I told him that people often took pictures of me when I was busking and I always asked them to send me copies, and that, so far, none of them had.

"No problem," said Art.

The next morning, I went to the library and logged in to my e-mail account, and the first thing I saw was a letter with the subject: "Photos!"
That was fast...

I opened the attachment, and discovered that it was the pictures that Alyne Lidgely had taken almost 4 months prior. To this day, I haven't gotten anything from Art of Key Pine Bluff, Florida.

When Alyne had sent the pictures, it was something like 11:35 PM in London.
Given the 8 hour time difference, it was possible that she had clicked her mouse to send them right as Art was clicking his camera to take the pictures that he would never send. The two events were within minutes of each other, regardless...

And, so, I had the pictures from Alyne, who wanted me to give her a mailing address because she wanted to send me a parcel -the first of many.

They do seem to arrive only after I have stopped thinking about them, like yesterday's.
My last haircut, August, 2006



A couple of times, they arrived when I had no money, no cigarettes, no coffee
and no clean clothes to put on.

One of them came on the day Michael Jackson died (July 9th, 2010, was it?).

The first one had enclosed a poem that Alyne had written about our meeting, called "Ships."  


So, the homeless people flocked to Saint Augustine, and soon had memorized the feeding schedules.
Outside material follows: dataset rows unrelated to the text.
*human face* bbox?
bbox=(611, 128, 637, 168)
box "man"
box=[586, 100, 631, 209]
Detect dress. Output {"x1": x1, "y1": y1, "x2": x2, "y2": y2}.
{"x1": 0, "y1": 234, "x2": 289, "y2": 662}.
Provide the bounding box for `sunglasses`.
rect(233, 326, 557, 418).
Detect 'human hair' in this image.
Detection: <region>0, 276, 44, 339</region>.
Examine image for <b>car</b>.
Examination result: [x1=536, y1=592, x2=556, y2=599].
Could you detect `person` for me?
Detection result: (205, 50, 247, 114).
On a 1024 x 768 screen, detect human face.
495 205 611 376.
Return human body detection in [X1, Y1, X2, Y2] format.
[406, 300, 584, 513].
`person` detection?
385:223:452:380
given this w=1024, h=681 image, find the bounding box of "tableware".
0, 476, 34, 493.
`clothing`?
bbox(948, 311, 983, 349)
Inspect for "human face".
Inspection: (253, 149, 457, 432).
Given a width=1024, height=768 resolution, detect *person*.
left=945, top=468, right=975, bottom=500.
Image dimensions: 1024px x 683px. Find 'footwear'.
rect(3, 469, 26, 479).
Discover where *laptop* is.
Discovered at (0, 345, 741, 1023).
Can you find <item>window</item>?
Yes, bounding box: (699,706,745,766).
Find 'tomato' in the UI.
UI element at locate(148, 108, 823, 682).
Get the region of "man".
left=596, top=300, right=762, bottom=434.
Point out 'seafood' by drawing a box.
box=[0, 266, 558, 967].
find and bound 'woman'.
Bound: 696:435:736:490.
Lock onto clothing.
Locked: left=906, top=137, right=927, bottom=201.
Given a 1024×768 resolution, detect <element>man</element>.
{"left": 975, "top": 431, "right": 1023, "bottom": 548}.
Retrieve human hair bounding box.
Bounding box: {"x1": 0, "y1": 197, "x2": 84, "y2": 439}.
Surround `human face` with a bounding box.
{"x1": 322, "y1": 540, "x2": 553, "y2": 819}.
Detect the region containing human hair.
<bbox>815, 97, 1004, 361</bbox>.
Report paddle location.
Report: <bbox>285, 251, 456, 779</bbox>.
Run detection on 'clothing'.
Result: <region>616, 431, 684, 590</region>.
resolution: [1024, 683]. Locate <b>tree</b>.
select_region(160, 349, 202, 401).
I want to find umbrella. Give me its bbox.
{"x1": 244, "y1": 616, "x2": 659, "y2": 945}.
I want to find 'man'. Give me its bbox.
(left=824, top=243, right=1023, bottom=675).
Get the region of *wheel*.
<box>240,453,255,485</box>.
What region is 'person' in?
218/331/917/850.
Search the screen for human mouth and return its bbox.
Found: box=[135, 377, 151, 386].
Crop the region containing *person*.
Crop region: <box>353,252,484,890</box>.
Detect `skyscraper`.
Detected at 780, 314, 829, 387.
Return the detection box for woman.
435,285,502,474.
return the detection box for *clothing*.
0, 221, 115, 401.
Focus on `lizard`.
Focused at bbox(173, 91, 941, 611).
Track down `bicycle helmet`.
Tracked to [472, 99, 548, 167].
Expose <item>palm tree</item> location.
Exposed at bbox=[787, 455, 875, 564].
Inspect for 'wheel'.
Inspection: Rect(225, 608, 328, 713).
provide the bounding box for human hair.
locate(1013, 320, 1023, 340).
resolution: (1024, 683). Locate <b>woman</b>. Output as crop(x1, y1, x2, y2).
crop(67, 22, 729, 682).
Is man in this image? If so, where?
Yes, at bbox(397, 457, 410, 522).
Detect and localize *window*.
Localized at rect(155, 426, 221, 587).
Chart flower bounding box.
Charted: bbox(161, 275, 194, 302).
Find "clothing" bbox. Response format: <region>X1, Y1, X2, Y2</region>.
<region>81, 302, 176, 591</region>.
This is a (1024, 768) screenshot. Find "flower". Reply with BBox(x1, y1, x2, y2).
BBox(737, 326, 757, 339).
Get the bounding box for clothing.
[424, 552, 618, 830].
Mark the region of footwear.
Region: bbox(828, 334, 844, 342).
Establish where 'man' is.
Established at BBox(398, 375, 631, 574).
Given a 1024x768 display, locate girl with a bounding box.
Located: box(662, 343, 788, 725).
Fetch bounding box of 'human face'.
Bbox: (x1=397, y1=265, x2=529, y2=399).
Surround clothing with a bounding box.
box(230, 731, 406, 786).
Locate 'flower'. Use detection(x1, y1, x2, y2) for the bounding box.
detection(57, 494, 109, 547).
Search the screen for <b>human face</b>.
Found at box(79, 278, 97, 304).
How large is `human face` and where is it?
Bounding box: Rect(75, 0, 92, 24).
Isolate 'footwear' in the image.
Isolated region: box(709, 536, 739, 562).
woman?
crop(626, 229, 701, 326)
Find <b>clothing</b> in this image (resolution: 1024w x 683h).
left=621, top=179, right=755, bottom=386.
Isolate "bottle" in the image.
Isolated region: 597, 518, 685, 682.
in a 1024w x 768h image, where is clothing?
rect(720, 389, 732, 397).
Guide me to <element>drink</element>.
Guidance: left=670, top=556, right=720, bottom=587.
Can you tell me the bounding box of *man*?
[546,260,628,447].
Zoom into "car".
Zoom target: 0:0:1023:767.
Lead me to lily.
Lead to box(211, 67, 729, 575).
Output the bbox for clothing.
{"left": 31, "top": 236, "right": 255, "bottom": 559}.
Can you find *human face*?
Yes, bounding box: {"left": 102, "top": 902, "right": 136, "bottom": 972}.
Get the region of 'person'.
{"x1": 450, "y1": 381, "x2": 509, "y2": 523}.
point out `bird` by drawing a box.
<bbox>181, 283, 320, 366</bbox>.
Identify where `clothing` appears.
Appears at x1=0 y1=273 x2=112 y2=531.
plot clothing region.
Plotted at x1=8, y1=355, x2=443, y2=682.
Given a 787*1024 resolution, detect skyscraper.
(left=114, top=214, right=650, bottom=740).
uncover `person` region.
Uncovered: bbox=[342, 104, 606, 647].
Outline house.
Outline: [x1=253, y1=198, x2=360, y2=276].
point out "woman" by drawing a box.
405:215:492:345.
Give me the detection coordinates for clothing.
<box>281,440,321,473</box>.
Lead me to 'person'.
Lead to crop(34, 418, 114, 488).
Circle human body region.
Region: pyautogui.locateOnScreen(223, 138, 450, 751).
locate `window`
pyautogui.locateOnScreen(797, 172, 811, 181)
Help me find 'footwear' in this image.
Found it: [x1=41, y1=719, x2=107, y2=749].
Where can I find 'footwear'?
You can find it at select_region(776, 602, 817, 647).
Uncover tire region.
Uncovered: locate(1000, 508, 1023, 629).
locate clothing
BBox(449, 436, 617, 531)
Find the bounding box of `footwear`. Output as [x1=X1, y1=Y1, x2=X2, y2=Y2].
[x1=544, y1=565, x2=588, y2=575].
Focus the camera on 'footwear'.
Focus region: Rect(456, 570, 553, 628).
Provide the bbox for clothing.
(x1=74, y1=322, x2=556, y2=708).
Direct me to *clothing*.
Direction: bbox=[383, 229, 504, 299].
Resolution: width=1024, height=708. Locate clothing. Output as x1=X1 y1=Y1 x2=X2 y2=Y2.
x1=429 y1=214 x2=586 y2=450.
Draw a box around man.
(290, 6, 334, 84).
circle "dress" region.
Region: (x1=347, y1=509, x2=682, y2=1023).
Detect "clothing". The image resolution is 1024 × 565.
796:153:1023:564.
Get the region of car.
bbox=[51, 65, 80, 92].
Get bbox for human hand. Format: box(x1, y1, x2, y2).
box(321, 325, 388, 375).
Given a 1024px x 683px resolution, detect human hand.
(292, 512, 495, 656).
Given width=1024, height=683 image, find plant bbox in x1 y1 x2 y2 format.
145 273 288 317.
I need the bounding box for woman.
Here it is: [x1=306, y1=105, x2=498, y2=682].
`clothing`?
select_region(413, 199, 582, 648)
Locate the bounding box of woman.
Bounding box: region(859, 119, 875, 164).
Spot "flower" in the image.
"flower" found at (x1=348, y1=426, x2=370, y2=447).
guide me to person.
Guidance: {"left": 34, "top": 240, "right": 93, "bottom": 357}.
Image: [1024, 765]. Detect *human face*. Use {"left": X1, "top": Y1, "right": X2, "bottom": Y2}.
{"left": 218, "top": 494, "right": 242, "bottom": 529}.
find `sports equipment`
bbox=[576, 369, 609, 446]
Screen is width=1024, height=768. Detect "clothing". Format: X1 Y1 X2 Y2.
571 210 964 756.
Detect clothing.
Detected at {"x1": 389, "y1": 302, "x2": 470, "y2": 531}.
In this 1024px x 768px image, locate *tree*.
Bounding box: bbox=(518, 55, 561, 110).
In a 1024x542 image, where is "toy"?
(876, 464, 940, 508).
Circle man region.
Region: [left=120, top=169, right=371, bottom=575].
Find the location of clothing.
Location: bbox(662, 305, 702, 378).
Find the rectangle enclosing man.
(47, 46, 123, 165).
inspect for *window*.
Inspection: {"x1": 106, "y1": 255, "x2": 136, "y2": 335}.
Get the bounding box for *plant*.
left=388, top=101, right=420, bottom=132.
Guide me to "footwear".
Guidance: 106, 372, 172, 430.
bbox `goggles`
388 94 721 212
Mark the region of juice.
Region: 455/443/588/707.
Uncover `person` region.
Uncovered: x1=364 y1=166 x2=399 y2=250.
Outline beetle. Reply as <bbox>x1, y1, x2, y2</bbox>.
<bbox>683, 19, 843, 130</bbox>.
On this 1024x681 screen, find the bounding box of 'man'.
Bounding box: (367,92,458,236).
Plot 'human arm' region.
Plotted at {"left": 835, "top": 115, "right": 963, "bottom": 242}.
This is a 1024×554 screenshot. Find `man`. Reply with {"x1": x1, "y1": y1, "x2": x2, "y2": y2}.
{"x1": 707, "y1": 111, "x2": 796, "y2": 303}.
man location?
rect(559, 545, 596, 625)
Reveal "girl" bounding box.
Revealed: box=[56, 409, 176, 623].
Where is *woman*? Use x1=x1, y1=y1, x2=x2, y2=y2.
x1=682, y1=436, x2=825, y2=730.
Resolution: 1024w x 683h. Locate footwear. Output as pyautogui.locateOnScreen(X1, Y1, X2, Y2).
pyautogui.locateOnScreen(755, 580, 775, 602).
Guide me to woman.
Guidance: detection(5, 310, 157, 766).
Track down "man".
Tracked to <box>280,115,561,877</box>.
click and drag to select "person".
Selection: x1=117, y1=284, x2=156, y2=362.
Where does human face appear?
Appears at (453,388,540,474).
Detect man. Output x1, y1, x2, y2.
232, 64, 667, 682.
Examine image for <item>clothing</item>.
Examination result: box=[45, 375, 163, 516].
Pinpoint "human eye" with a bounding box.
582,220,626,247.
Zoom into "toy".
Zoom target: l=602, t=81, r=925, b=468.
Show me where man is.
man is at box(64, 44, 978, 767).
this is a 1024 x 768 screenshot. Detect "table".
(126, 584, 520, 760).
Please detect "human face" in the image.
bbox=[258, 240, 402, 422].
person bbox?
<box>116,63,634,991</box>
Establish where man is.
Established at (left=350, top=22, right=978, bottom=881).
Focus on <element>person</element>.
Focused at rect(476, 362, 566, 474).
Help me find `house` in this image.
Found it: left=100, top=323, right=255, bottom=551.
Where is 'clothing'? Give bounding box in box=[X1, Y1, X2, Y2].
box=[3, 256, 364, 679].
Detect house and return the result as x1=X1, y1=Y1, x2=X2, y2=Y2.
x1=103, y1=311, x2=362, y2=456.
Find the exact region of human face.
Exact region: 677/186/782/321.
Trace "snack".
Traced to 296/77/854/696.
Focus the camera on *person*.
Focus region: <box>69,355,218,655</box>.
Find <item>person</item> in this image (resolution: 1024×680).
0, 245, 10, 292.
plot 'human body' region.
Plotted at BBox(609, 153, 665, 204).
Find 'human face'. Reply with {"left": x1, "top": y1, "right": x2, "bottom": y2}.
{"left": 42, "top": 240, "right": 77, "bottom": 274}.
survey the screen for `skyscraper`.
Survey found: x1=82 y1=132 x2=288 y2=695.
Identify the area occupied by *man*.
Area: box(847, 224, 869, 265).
There was one church that only "fed" on the first Tuesday of every month, but it was a fancy barbecued rib dinner with potato salad and vegetables.

The reason I haven't done much in the studio, though, is because it takes me getting out to the Lilly Pad and having people throw money in my basket in order to perform my best.

3 comments:

  1. Hey Daniel! Hope you're staying dry down there.
    Anxiously awaiting the Angela Washington story... :-)

    ReplyDelete
  2. Hi, Craig; all an aimless drifter like myself needs is a nudge in any direction; the Angela story, sure...you know, I wrote a 14,400 word version of it that I thought came out well and took me 11 hours to write...it is on my old frozen hard drive -that I think I just need to run "boot repair" on it, cause I just screwed up the boot sector trying to put Linux alongside Windows, but had the wrong Linux -was the "server" version
    but it served me right to not be more careful...

    Angela Washington...gee it seems like only yesterday....lol

    ReplyDelete
  3. Oh damn, I hate it when that happens! I've got a few longish painstakingly written (as I'm not really a very practiced writer) stories forever lost on downed HD's. Ha, it's nearly impossible for me to reproduce the original (stoned/ caffeinated) zeal that spurned me to actually complete a cohesive story, proof read, edit, re-write, etc. Subsequent attempts to re-write the stories always seem to end up truncated and watered-down.




    ReplyDelete

Only rude and disrespectful comments will be replied to rudely and disrespectfully. Personal attacks will be replied to in kind, with the goal of providing satisfaction to the attacker.